In the data below, locate the line containing "What do you see at coordinates (528, 154)" and the line containing "You are a GUI", then retype both and everything between them exactly. Pictures are not part of the copy.

• TASK INPUT:
------------------------------------------------
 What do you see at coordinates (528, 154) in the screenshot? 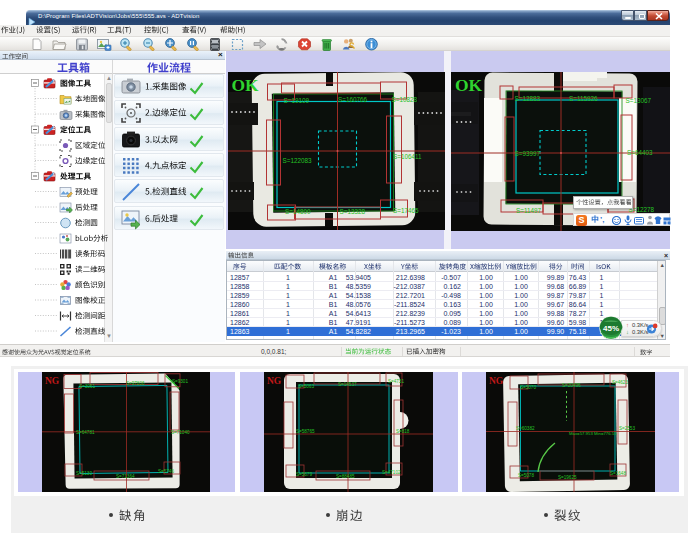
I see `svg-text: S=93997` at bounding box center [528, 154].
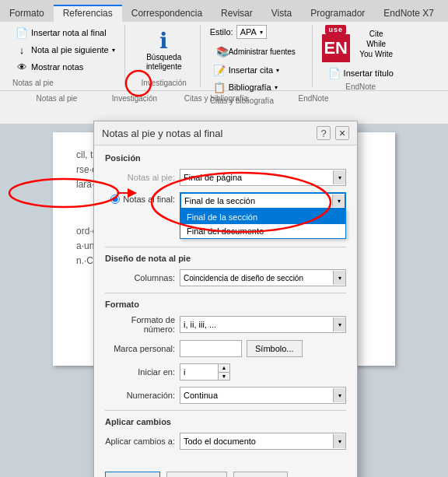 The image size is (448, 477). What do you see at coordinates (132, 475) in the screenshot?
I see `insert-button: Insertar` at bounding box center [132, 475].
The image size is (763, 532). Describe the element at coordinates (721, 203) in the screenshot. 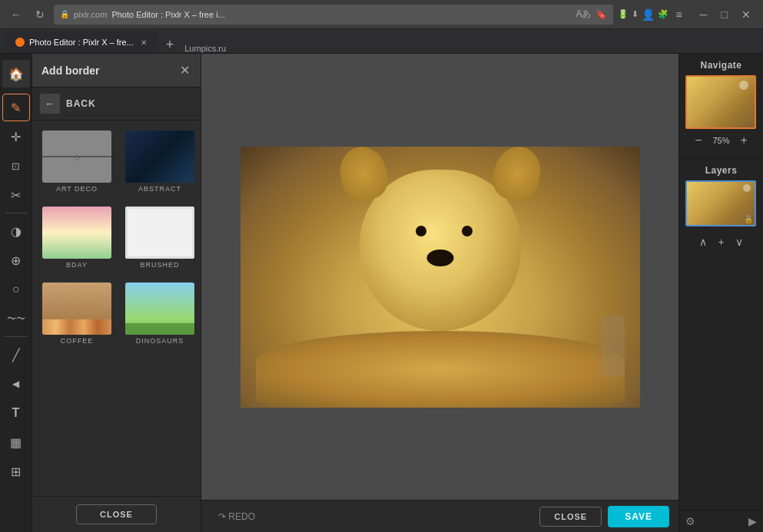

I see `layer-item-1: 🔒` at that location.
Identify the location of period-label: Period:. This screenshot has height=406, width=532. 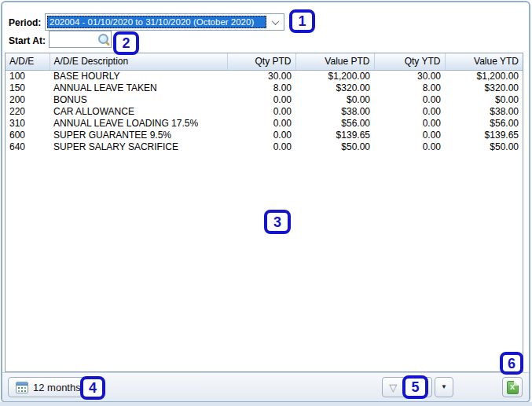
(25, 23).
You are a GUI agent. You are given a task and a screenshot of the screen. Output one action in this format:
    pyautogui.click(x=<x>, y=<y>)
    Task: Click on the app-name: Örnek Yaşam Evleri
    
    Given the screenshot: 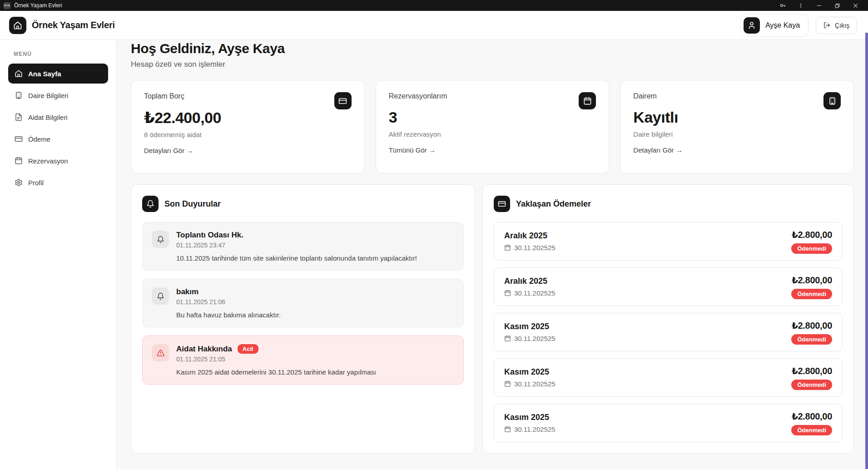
------------------------------------------------
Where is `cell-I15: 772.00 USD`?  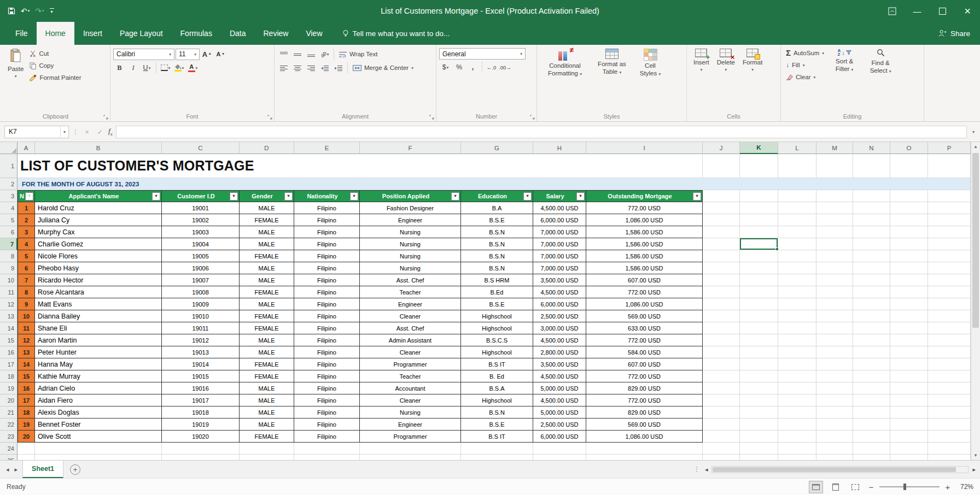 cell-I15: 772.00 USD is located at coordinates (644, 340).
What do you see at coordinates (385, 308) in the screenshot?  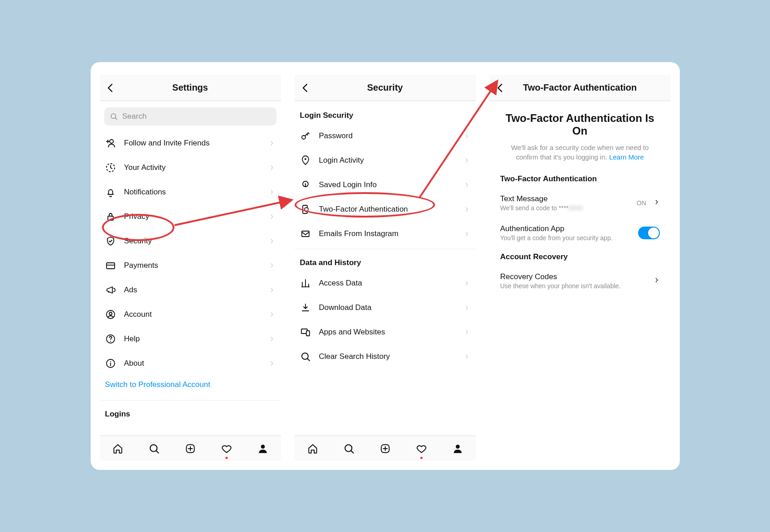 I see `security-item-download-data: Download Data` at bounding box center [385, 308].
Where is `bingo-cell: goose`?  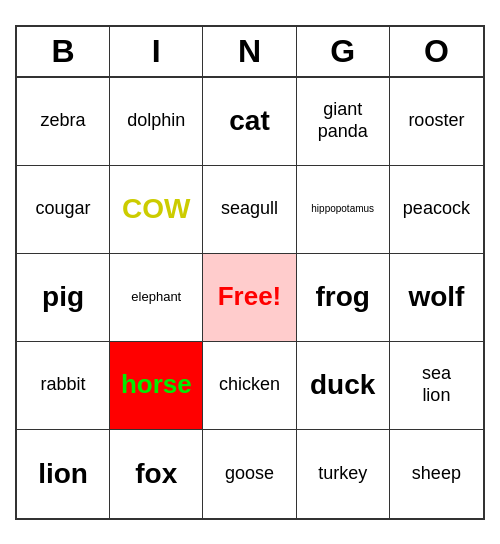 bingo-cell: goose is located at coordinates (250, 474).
------------------------------------------------
• COMPLETED TASK:
 What do you see at coordinates (528, 154) in the screenshot? 
I see `svg-text: S=93997` at bounding box center [528, 154].
 The image size is (448, 477). What do you see at coordinates (132, 475) in the screenshot?
I see `insert-button: Insertar` at bounding box center [132, 475].
The image size is (763, 532). Describe the element at coordinates (721, 203) in the screenshot. 

I see `layer-item-1: 🔒` at that location.
Identify the location of period-label: Period:. This screenshot has height=406, width=532. 
(25, 23).
You are a GUI agent. You are given a task and a screenshot of the screen. Output one action in this format:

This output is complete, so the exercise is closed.